Clay Horning is asking the right question and not quite saying the hard thing out loud, so I will.
Audrey Lowry is Oklahoma’s best pitcher. She entered Thursday’s game in the fourth inning — after two other pitchers had already surrendered a 5-0 lead and watched it become a 5-5 tie. She allowed five more runs and took the loss. That is not a pitching problem. That is a deployment problem, and it belongs entirely to Patty Gasso.
Horning floats the “mad genius” theory — that Gasso saw this loss coming and engineered it as a humility lesson before the Women’s College World Series. It’s a generous read. It might even be correct. Gasso has earned that benefit of the doubt more than almost any coach alive. But here’s the thing about that theory: it only works if the lesson lands. And right now, Kendall Wells is 1 for 14 with a single over six games, Kasidi Pickering can’t find her footing, and the team that looked like a dynasty in March is going back to Norman to practice until their hands bleed.
That is not a team that needed a humility lesson.
That is a team that needed its best pitcher in the first inning.
Presley Harrison — a freshman — showed Oklahoma exactly what that looks like Thursday night. 6 2/3 innings, three hits, one run, seven strikeouts, zero walks, after her starter failed. Harrison didn’t manage the moment. She owned it. When ESPN asked how she refocused after Kai Minor took her deep, she didn’t talk about her feelings. She said next pitch. That’s it. That’s the whole answer.
The Sooners are talented enough to make a deep run at the WCWS. Kai Minor is on fire. The lineup, when it clicks, is as good as anyone’s in the country. And Gasso is right that this team knows how to bounce back — the résumé supports it.
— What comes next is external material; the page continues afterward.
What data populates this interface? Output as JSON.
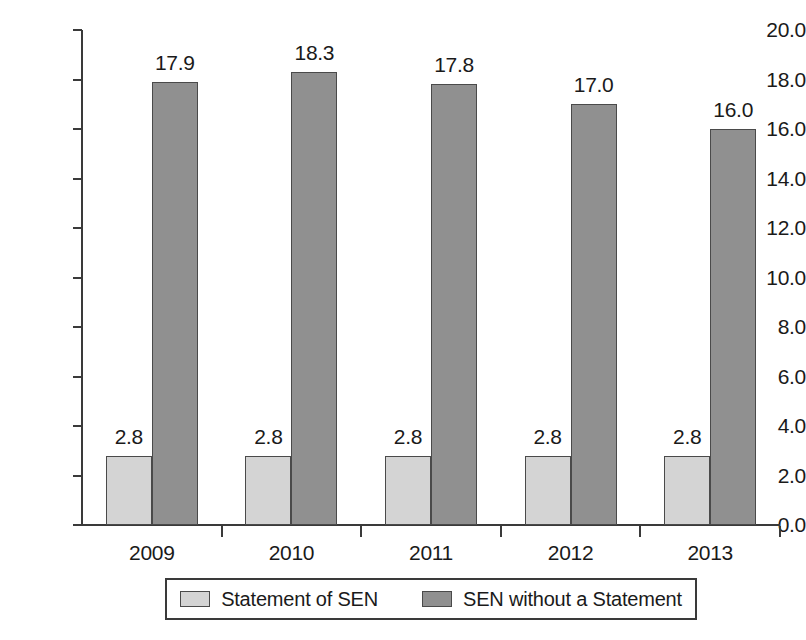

But Lowry pitches first. That part isn’t complicated.
Clay Horning is asking the right question and not quite saying the hard thing out loud, so I will.
Audrey Lowry is Oklahoma’s best pitcher. She entered Thursday’s game in the fourth inning — after two other pitchers had already surrendered a 5-0 lead and watched it become a 5-5 tie. She allowed five more runs and took the loss. That is not a pitching problem. That is a deployment problem, and it belongs entirely to Patty Gasso.
Horning floats the “mad genius” theory — that Gasso saw this loss coming and engineered it as a humility lesson before the Women’s College World Series. It’s a generous read. It might even be correct. Gasso has earned that benefit of the doubt more than almost any coach alive. But here’s the thing about that theory: it only works if the lesson lands. And right now, Kendall Wells is 1 for 14 with a single over six games, Kasidi Pickering can’t find her footing, and the team that looked like a dynasty in March is going back to Norman to practice until their hands bleed.
That is not a team that needed a humility lesson.
That is a team that needed its best pitcher in the first inning.
Presley Harrison — a freshman — showed Oklahoma exactly what that looks like Thursday night. 6 2/3 innings, three hits, one run, seven strikeouts, zero walks, after her starter failed. Harrison didn’t manage the moment. She owned it. When ESPN asked how she refocused after Kai Minor took her deep, she didn’t talk about her feelings. She said next pitch. That’s it. That’s the whole answer.
The Sooners are talented enough to make a deep run at the WCWS. Kai Minor is on fire. The lineup, when it clicks, is as good as anyone’s in the country. And Gasso is right that this team knows how to bounce back — the résumé supports it.
But Lowry pitches first. That part isn’t complicated.